No. Not really. I smell Google. They stand to gain the most from performant Javascript. They want you to never leave ChromeOS or Android or Gmail or Google Docs. You wanna know how often I have to kill a Win32 process due to errant behavior consuming too much CPU? Almost never. How often do I kill a tab in a browser due to errant JS script eating CPU cycles? Almost every day.
 
No. Not really. I smell Google. They stand to gain the most from performant Javascript. They want you to never leave ChromeOS or Android or Gmail or Google Docs. You wanna know how often I have to kill a Win32 process due to errant behavior consuming too much CPU? Almost never. How often do I kill a tab in a browser due to errant JS script eating CPU cycles? Almost every day.
This also happens with Firefox 😉
Browsers and their JS engines have become part of the most complex software stacks.
 
Yeah but that doesn't explain the low 2400 ST score.
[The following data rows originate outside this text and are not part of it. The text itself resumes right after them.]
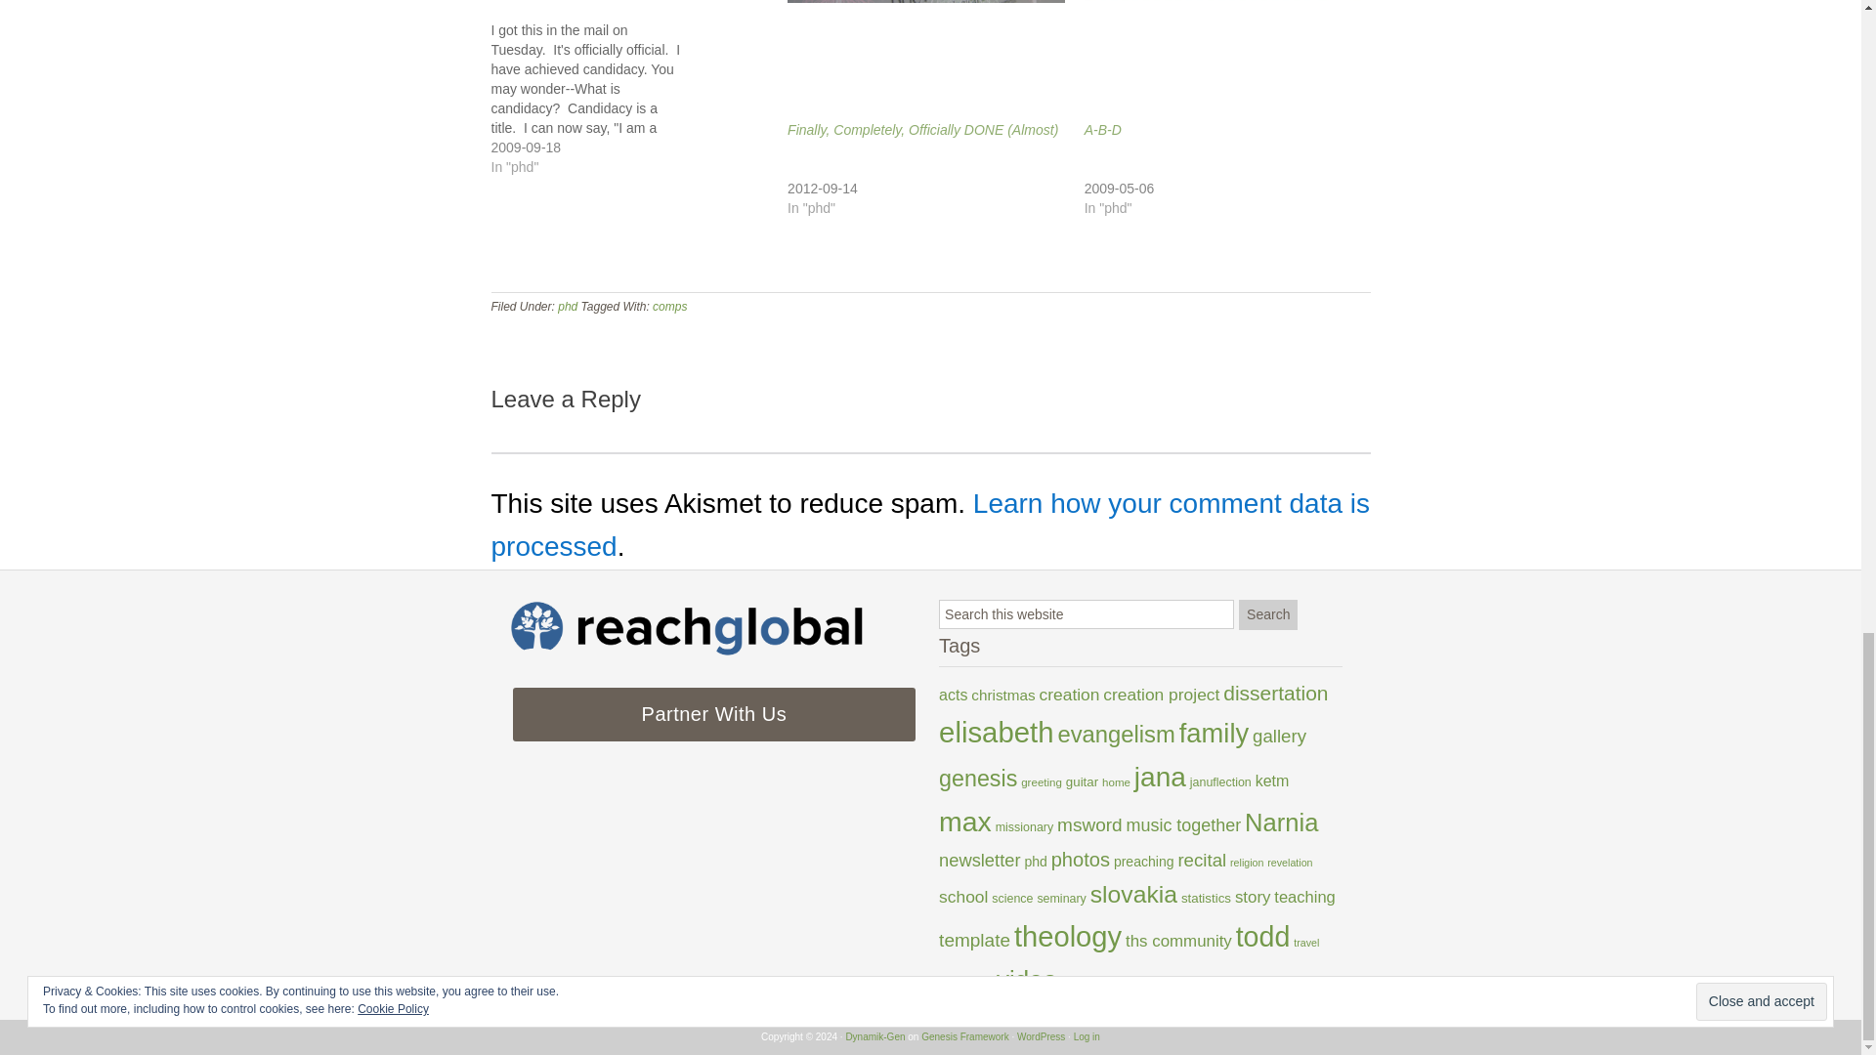  What do you see at coordinates (713, 715) in the screenshot?
I see `Partner With Us` at bounding box center [713, 715].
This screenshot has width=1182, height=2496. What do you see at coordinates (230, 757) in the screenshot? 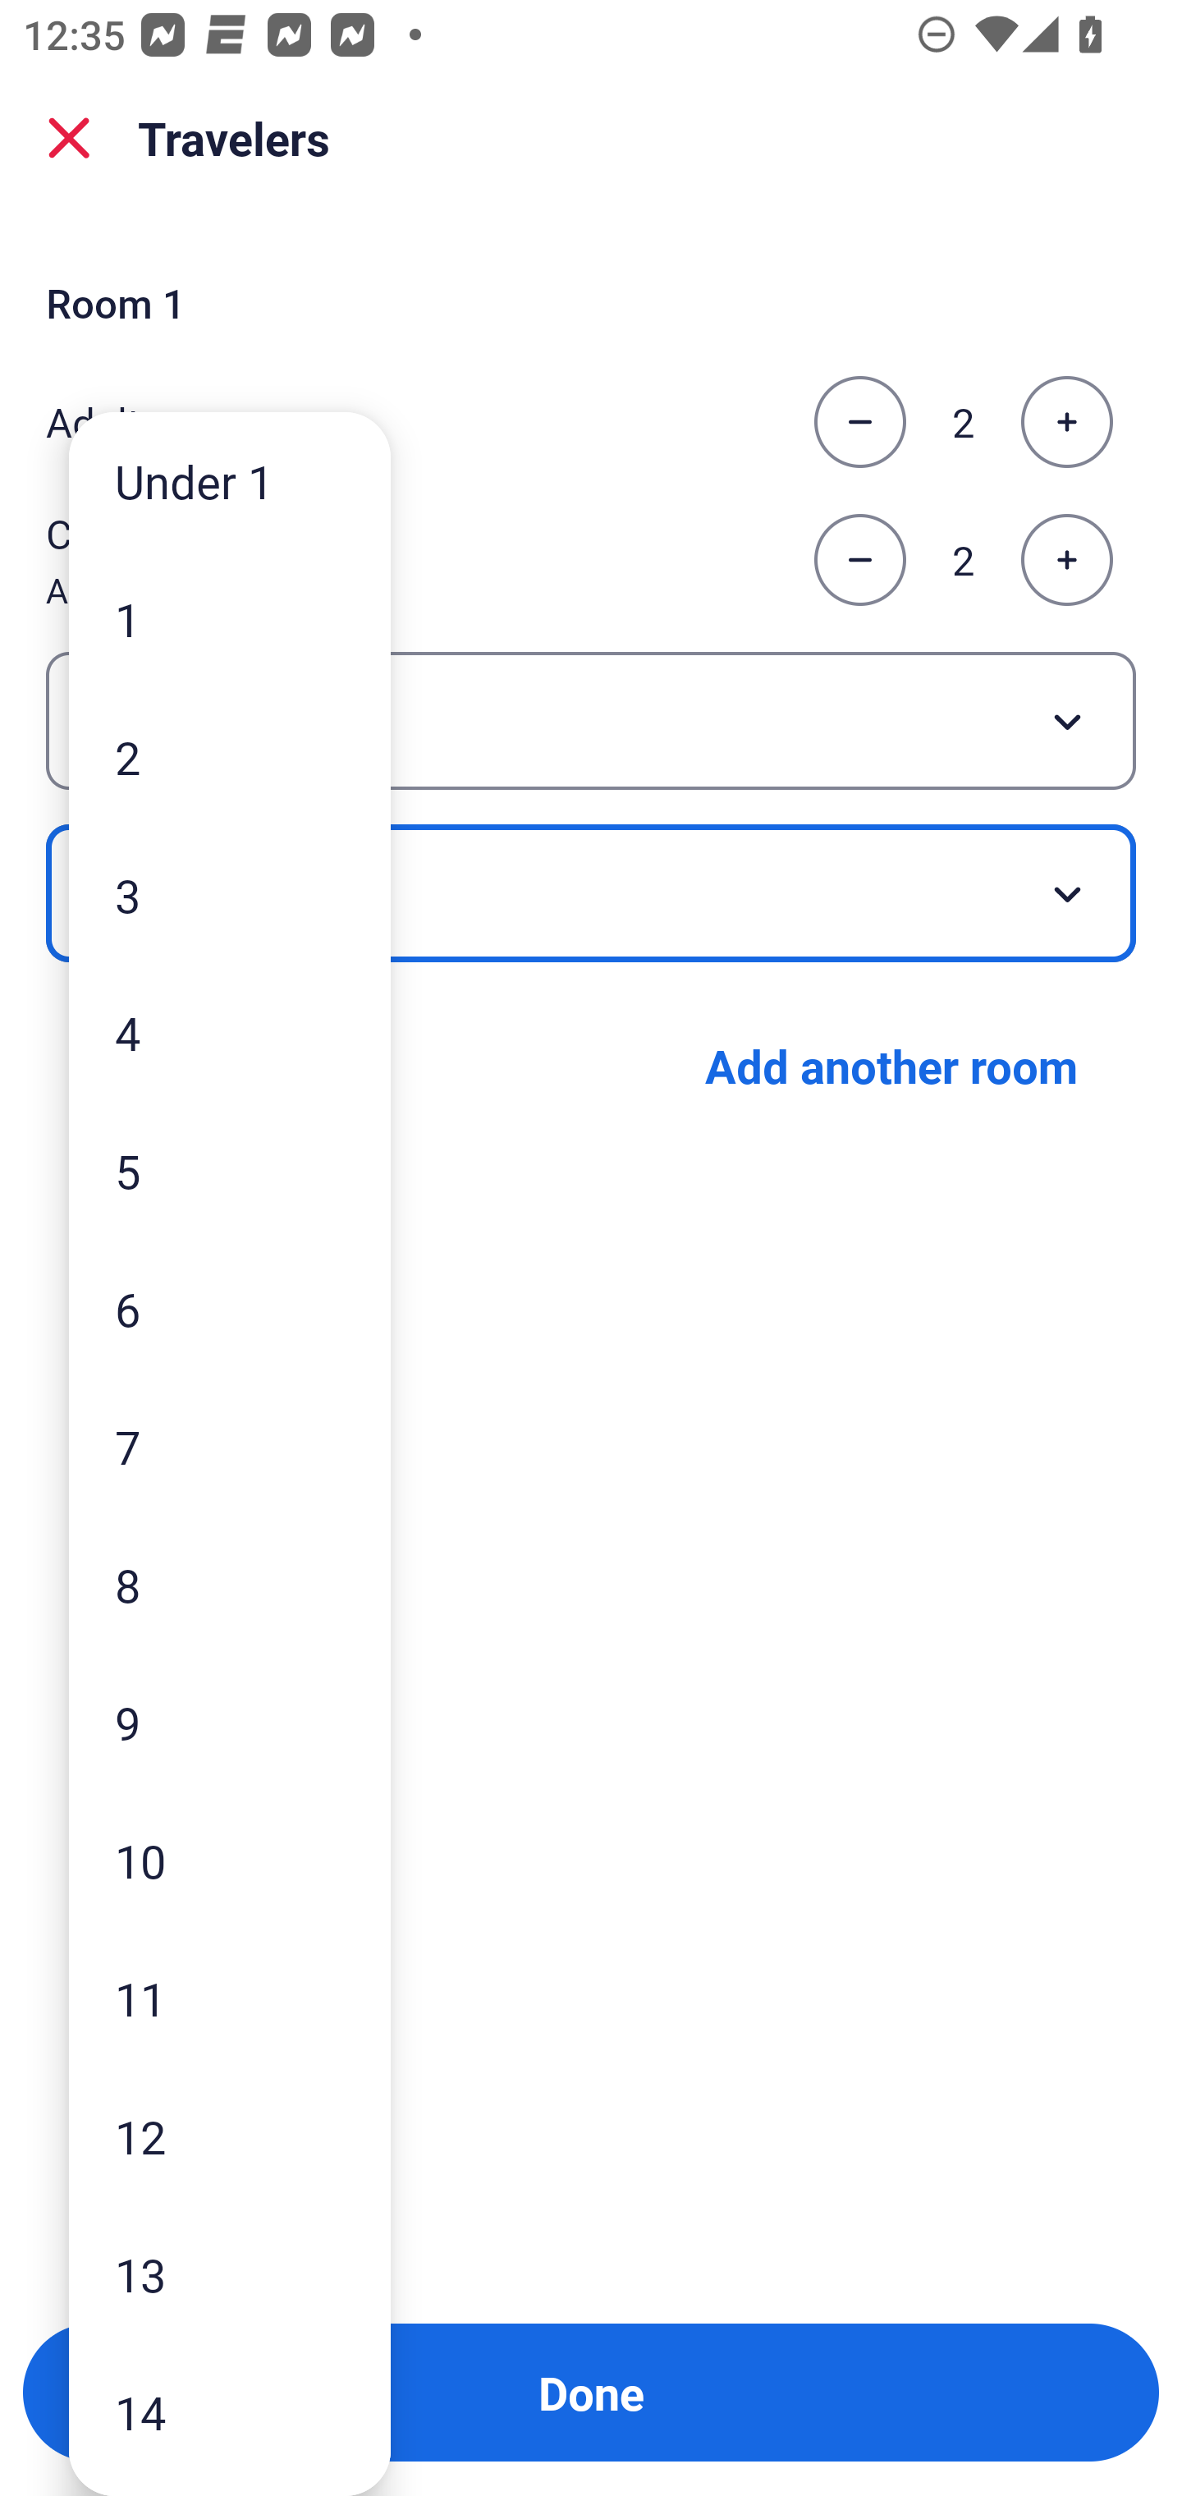
I see `2` at bounding box center [230, 757].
Qualcomm has shown that X Elite can do 2700 in a 23W device TDP envelope.

So this Lenovo device is either a <10W fanless device or a fanned laptop but still in testing/debugging phase.
We really need independent reviews.
Btw why doesn't this thread have the functionality of upvoting/downvoting comments?
So it was you doing that. Those arrows are not for what you think they are for FYI.

Olrak wants an Android tablet with X Elite
To be fair, the one thing that could pry me away from my iPad would be a 7” tablet with the x elite running Android so I agree with him.
 
Isn't the 8G4 basically a Phoenix for Phones with the 2P + 6E Phoenix Cores. While also having the latest updated IPs from QCOM, specially the shiny new Adreno 8 series uArch?

I don't see much reason for X Elite on the Android space due to this.